The Conservative movement’s Committee on Jewish Law and Standards is also taking up the issue, addressing mikveh for the first time in anyone’s memory. Three rabbis have introduced opinions. Rabbi Susan Grossman, a member of the Law Committee, authored one of the papers, advocating a position similar to Rabbi Roth’s, but she also recommends changing the language around family purity. (She was also not involved with the conference).

“Literally the word ‘niddah’ means ‘flow,’” she said. “Unfortunately over the years from (the prophet) Ezekiel on, the word has had a negative connotation meaning ‘debased,’ meaning ‘evil,’ ‘something that is dangerous to the body of Israel.’ That’s why I suggest we use more neutral language.”

Rabbi Grossman recommends changing the terminology from “Taharat HaMishpachah,” or family purity, to “Kedushat haMishapacha (Holiness of the family),” or “Kedushat Yetzirah (Sanctity of Creation).”

“How do we embrace the beauty of this tradition and redeem it from the extra strictures, the meshagas (craziness), that developed over the centuries over categorizing women as ‘other’ and really physically pushing them away from the community?” she said.

“We need this because it is the original intent of Torah.
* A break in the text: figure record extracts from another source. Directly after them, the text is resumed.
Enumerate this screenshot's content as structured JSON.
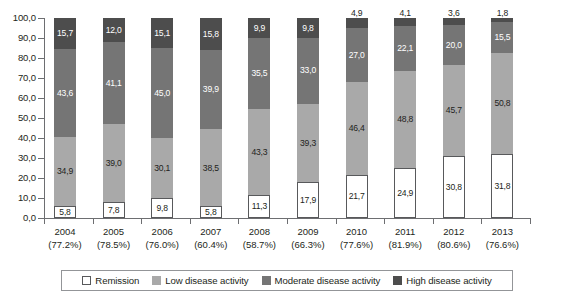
{
  "chart_data": {
    "type": "bar",
    "stacked": true,
    "title": "",
    "subtitle": "",
    "xlabel": "",
    "ylabel": "",
    "ylim": [
      0,
      100
    ],
    "grid": false,
    "legend_position": "bottom",
    "decimal_separator_values": ",",
    "decimal_separator_percent": ".",
    "categories": [
      "2004",
      "2005",
      "2006",
      "2007",
      "2008",
      "2009",
      "2010",
      "2011",
      "2012",
      "2013"
    ],
    "category_sublabels": [
      "(77.2%)",
      "(78.5%)",
      "(76.0%)",
      "(60.4%)",
      "(58.7%)",
      "(66.3%)",
      "(77.6%)",
      "(81.9%)",
      "(80.6%)",
      "(76.6%)"
    ],
    "ytick_labels": [
      "0,0",
      "10,0",
      "20,0",
      "30,0",
      "40,0",
      "50,0",
      "60,0",
      "70,0",
      "80,0",
      "90,0",
      "100,0"
    ],
    "ytick_values": [
      0,
      10,
      20,
      30,
      40,
      50,
      60,
      70,
      80,
      90,
      100
    ],
    "series": [
      {
        "name": "Remission",
        "color": "#ffffff",
        "border": "#58595b",
        "values": [
          5.8,
          7.8,
          9.8,
          5.8,
          11.3,
          17.9,
          21.7,
          24.9,
          30.8,
          31.8
        ],
        "labels": [
          "5,8",
          "7,8",
          "9,8",
          "5,8",
          "11,3",
          "17,9",
          "21,7",
          "24,9",
          "30,8",
          "31,8"
        ]
      },
      {
        "name": "Low disease activity",
        "color": "#a9a9a9",
        "values": [
          34.9,
          39.0,
          30.1,
          38.5,
          43.3,
          39.3,
          46.4,
          48.8,
          45.7,
          50.8
        ],
        "labels": [
          "34,9",
          "39,0",
          "30,1",
          "38,5",
          "43,3",
          "39,3",
          "46,4",
          "48,8",
          "45,7",
          "50,8"
        ]
      },
      {
        "name": "Moderate disease activity",
        "color": "#757575",
        "values": [
          43.6,
          41.1,
          45.0,
          39.9,
          35.5,
          33.0,
          27.0,
          22.1,
          20.0,
          15.5
        ],
        "labels": [
          "43,6",
          "41,1",
          "45,0",
          "39,9",
          "35,5",
          "33,0",
          "27,0",
          "22,1",
          "20,0",
          "15,5"
        ]
      },
      {
        "name": "High disease activity",
        "color": "#4d4d4d",
        "values": [
          15.7,
          12.0,
          15.1,
          15.8,
          9.9,
          9.8,
          4.9,
          4.1,
          3.6,
          1.8
        ],
        "labels": [
          "15,7",
          "12,0",
          "15,1",
          "15,8",
          "9,9",
          "9,8",
          "4,9",
          "4,1",
          "3,6",
          "1,8"
        ]
      }
    ]
  },
  "legend": {
    "items": [
      {
        "label": "Remission",
        "swatch": "remission"
      },
      {
        "label": "Low disease activity",
        "swatch": "low"
      },
      {
        "label": "Moderate disease activity",
        "swatch": "moderate"
      },
      {
        "label": "High disease activity",
        "swatch": "high"
      }
    ]
  }
}
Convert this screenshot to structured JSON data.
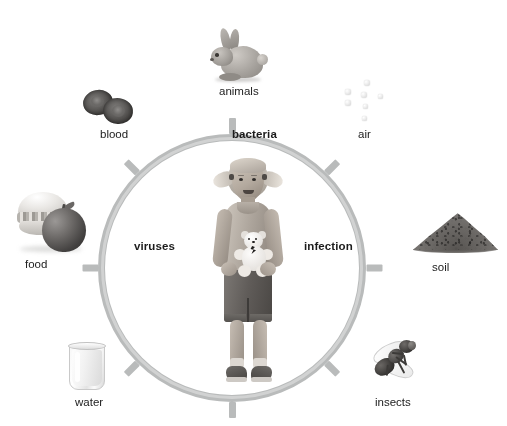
{
  "diagram": {
    "center_figure": {
      "name": "girl-holding-teddy-bear",
      "description": "girl with pigtails holding a teddy bear"
    },
    "ring": {
      "color": "#b9bbbb",
      "tick_count": 8,
      "inner_labels": [
        {
          "id": "bacteria",
          "label": "bacteria",
          "position": "top"
        },
        {
          "id": "viruses",
          "label": "viruses",
          "position": "left"
        },
        {
          "id": "infection",
          "label": "infection",
          "position": "right"
        }
      ]
    },
    "sources": [
      {
        "id": "animals",
        "label": "animals",
        "icon": "rabbit-icon",
        "angle_deg": 90
      },
      {
        "id": "blood",
        "label": "blood",
        "icon": "blood-cells-icon",
        "angle_deg": 135
      },
      {
        "id": "air",
        "label": "air",
        "icon": "air-droplets-icon",
        "angle_deg": 45
      },
      {
        "id": "food",
        "label": "food",
        "icon": "burger-apple-icon",
        "angle_deg": 180
      },
      {
        "id": "soil",
        "label": "soil",
        "icon": "soil-mound-icon",
        "angle_deg": 0
      },
      {
        "id": "water",
        "label": "water",
        "icon": "water-glass-icon",
        "angle_deg": 225
      },
      {
        "id": "insects",
        "label": "insects",
        "icon": "fly-icon",
        "angle_deg": 315
      }
    ],
    "colors": {
      "ring": "#b9bbbb",
      "label_text": "#222222",
      "inner_label_text": "#1c1c1c",
      "background": "#ffffff"
    }
  }
}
Looking at the rabbinical record we do have precedent for making these changes, which is what makes it kosher.” Religious traditionalists, however, eschew tampering.

Rabbi Ben Tzion Krasnianski, director of Chabad of the Upper East Side, which recently opened a new mikveh, made clear that he is uncomfortable with the idea of new rituals.

“Truth doesn’t need any embellishment. Ritual is saying ‘what can God do for me, for my spiritual growth?’ But the essence of a mitzvah is because it is what Hashem asked me to do. It’s an end in itself,” he said. On the other hand, “if someone comes to the mikveh, we don’t interrogate her” about why she’s there.

And as for a woman resuming a sexual relationship with her husband after just a week, rather than the rabbinically-mandated minimum of 12 days, he said, “There’s a lot of depth to every mitzvah, and we wouldn’t touch one iota of either” the Biblical or rabbinic aspect of Jewish law. “The Torah is a closed book,” he said.

While the number of new mikvehs is indisputably growing, outside of a few vibrant centers, is observance really increasing? Or is it a fad, a trend like Kabbalah-lite?

Even outgoing JTS Chancellor Rabbi Ismar Schorsch – no fan of pop spirituality – said in an interview that the interest in and wrangling with mikveh “is growing and does represent something deeper.

“I welcome it, certainly,” he said. “The embrace of the mikveh by Conservative synagogues is simply one facet of a much larger trend to re-embrace tradition,” he said. Even when it comes to using mikveh for new rituals, Rabbi Schorsch said that it was an acceptable development. “There’s nothing to preclude that use,” he said.

Rabbi Berkowitz authored another of the religious responsum before the Conservative movement’s law committee.

In the end, to fully appreciate the power of mikveh immersion, which is, of course, a physical rather than intellectual experience, she said, “sometimes you just have to jump in and try it.”